- _What to do_: Locate the line that contains "Task: Click on the Skip to main content". Retype it and every line after it to the end of the records, exactly, but not the pictures.

- _Task inputs_:
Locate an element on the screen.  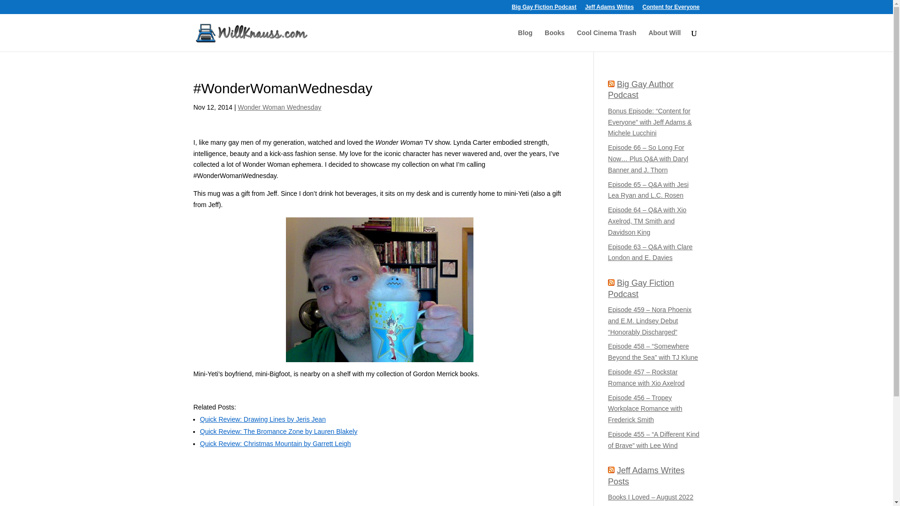
Books is located at coordinates (554, 40).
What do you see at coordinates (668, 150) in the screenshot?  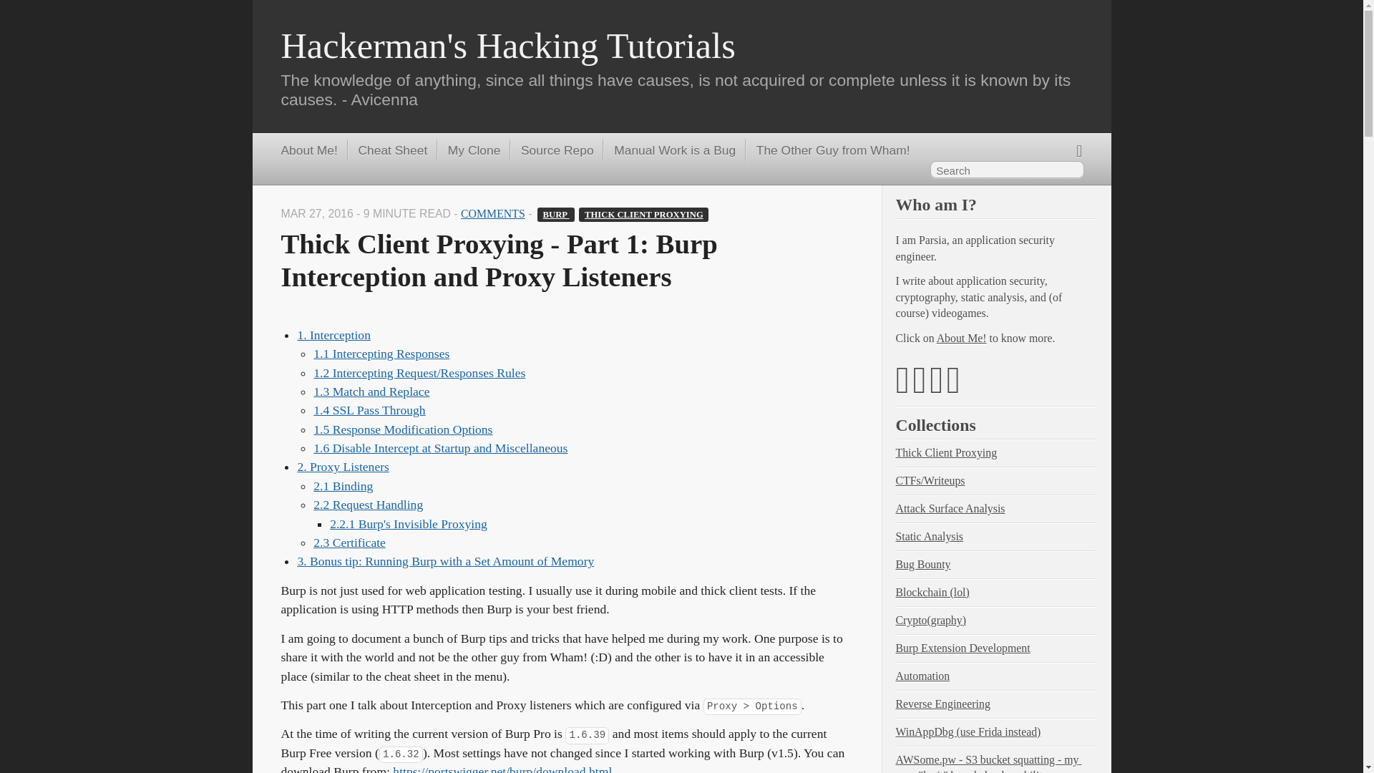 I see `Manual Work is a Bug` at bounding box center [668, 150].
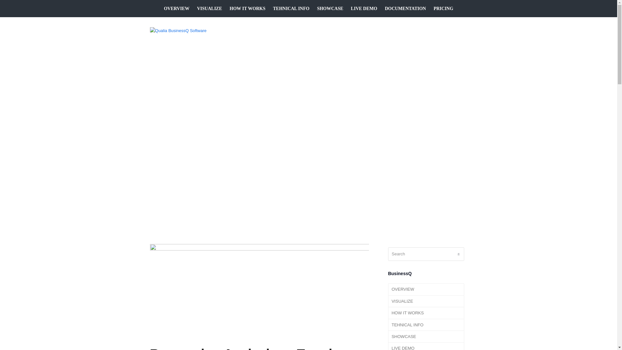 The width and height of the screenshot is (622, 350). I want to click on VISUALIZE, so click(209, 8).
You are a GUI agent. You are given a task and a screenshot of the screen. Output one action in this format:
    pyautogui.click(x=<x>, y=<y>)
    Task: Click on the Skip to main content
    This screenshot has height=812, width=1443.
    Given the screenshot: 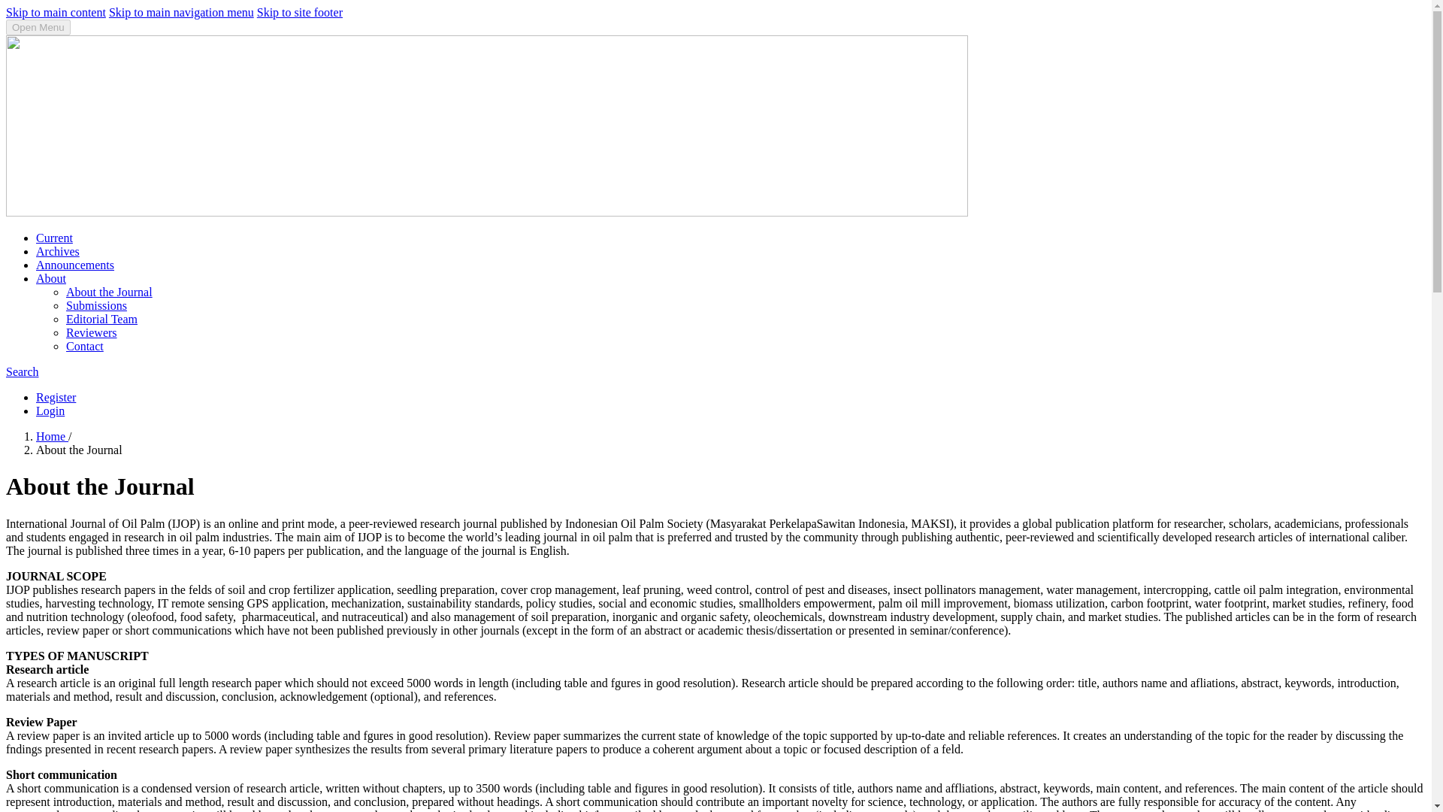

- _Response to this exercise_:
    Task: Click on the Skip to main content
    This screenshot has height=812, width=1443.
    Given the screenshot: 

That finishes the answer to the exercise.